God's love for His creation is expressed as much in His wrath as in His kindness. When the beloved spurns the love and seeks to sever the bond love is not experienced in casual acceptance of that alienation but in intense "jealousy."

Seeing hell explained in this way was exciting, but the excitement was somewhat abated when I read that Vladimir Lossky had already drawn much the same conclusion in his Mystical Theology of the Eastern Church

The love of God is an intolerable torment for those who have not acquired it within themselves.


Worse still, Lossky quoted from St. Isaac the Syrian in defense of this proposition.

...those who find themselves in gehenna will be chastised with the scourge of love.

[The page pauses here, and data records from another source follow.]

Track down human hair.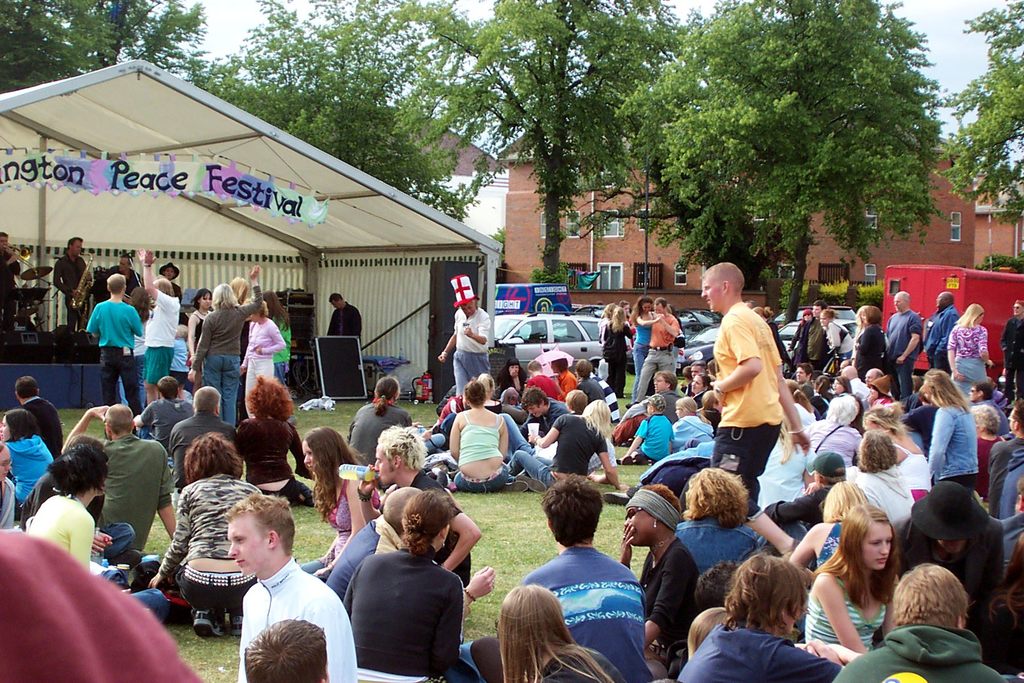
Tracked to x1=380 y1=423 x2=425 y2=475.
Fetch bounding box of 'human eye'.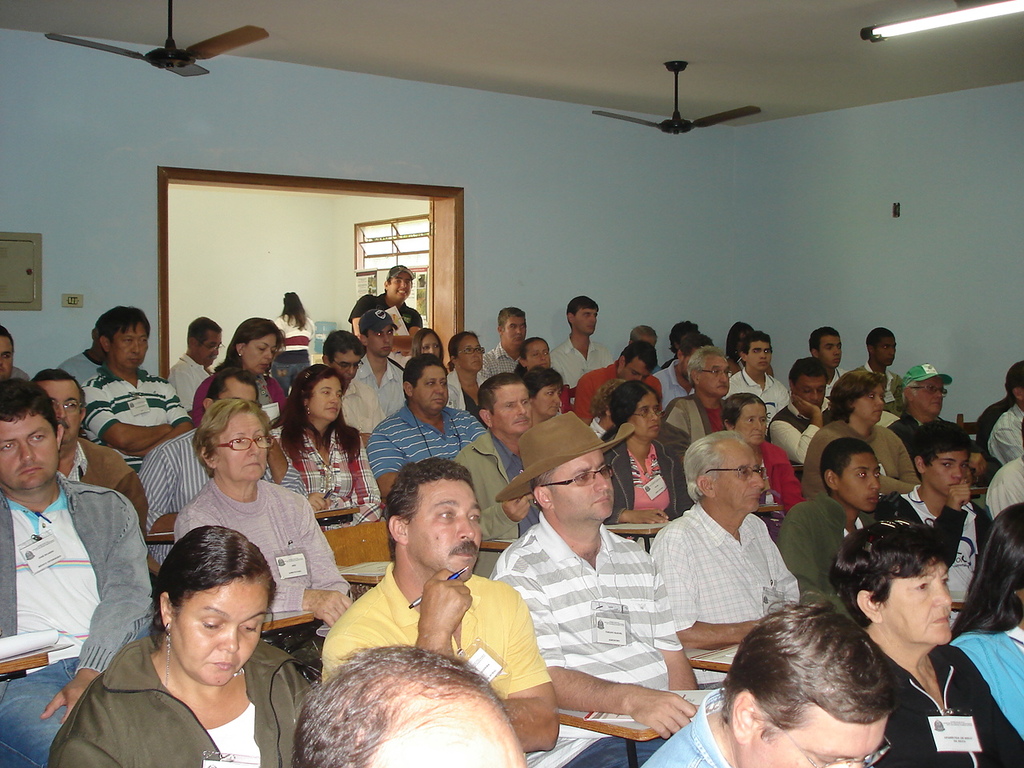
Bbox: pyautogui.locateOnScreen(30, 430, 46, 446).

How cruel and bitter this torment of love will be! For those who understand that they have sinned against love, undergo greater sufferings than those produced by the most fearful tortures. The sorrow which takes hold of the heart which has sinned against love, is more piercing than any other pain. It is not right to say that the sinners in hell are deprived of the love of God...but love acts in two different ways, as suffering in the reproved, and as joy in the blessed.


It would appear (again like Chesterton) that I went seeking something new and, when I found it, was shocked and encouraged to find that it was in fact old. If the doctrine of hell as the full and necessary expression of love has been lost in modern times, I hope we can recover it.